Lawmaker wants to add this word to Rock Creek Park’s name

WASHINGTON — For many in the D.C. area, Rock Creek Park provides a bit of sylvan solitude in the heart of the city’s hustle and bustle.

But it’s also one of the oldest federal parks in the U.S., and D.C. Democratic Del. Eleanor Holmes Norton contends it’s missing a little something from its official name.

Under legislation Holmes Norton introduced Thursday, the sprawling 2,000-acre park would be renamed Rock Creek National Park.

The name change would be largely symbolic. Rock Creek is already owned and managed by the National Park Service. In fact, Rock Creek, which was established in 1890, was one of the first three national parks chartered by the U.S. government after Yosemite and Sequoia National Parks.

But Holmes Norton said renaming the park “will highlight its significance to the nation.”

In a statement introducing the measure, Holmes Norton said the renaming “will help recognize the national status of the park and protect and revitalize this remarkable resource in our nation’s capital.”

Holmes Norton’s office said the name change could also make it easier to get funding in part by raising the park’s profile in the halls of Congress where federal dollars are doled out.

Holmes Norton introduced a similar measure last year but the full House failed to take it up.
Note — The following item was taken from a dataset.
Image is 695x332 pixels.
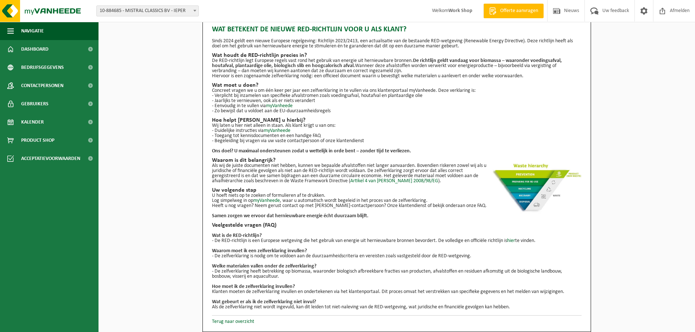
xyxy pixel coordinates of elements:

The new legislation is expected to be taken up in the House Natural Resources Committee where the congresswoman will make her case for it, spokesman Benjamin Fritsch told WTOP.
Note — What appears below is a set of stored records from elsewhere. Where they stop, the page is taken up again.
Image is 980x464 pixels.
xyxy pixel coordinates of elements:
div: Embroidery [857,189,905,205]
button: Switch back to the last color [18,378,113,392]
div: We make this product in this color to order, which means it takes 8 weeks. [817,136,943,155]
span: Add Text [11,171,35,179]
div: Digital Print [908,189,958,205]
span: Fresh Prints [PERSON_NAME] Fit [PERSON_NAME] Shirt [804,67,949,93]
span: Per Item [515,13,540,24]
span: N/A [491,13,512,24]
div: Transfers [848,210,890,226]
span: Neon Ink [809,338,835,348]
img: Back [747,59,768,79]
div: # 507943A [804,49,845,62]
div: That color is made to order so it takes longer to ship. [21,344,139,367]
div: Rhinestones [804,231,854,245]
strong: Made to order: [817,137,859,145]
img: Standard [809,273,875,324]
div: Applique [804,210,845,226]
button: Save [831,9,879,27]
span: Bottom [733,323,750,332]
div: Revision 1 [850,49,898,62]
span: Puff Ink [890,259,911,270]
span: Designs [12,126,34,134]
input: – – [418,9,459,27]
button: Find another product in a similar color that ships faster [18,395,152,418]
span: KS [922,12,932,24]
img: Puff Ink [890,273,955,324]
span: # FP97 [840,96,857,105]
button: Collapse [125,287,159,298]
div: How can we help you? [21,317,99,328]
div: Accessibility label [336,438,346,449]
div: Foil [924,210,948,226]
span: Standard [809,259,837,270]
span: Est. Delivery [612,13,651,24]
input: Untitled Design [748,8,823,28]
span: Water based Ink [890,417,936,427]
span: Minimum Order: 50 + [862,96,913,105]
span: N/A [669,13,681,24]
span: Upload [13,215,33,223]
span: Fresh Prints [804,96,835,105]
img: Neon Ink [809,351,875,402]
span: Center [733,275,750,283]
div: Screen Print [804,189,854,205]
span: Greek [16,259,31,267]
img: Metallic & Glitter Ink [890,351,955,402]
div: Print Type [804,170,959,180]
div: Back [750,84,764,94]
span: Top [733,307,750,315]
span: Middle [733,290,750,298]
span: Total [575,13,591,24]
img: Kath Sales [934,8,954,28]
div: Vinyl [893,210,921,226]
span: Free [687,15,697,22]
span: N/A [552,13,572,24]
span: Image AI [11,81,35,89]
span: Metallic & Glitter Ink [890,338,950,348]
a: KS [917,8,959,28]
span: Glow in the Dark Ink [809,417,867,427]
The park has acquired several other historic sites in D.C. throughout the years, including the Old Stone House in Georgetown and the Fort Circle Parks.

When land for Rock Creek was first requisitioned in the 1860s, lawmakers originally envisioned it as the site of second, more secluded presidential mansion — with better access to clean water.

At the time, the White House butted up against the “pestilential Washington City Canal,” which “disgorged its wastes … directly below the mansion grounds,” according to the National Park Service’s official history of the park.

Jack Moore

Jack Moore joined WTOP.com as a digital writer/editor in July 2016. Previous to his current role, he covered federal government management and technology as the news editor at Nextgov.com, part of Government Executive Media Group.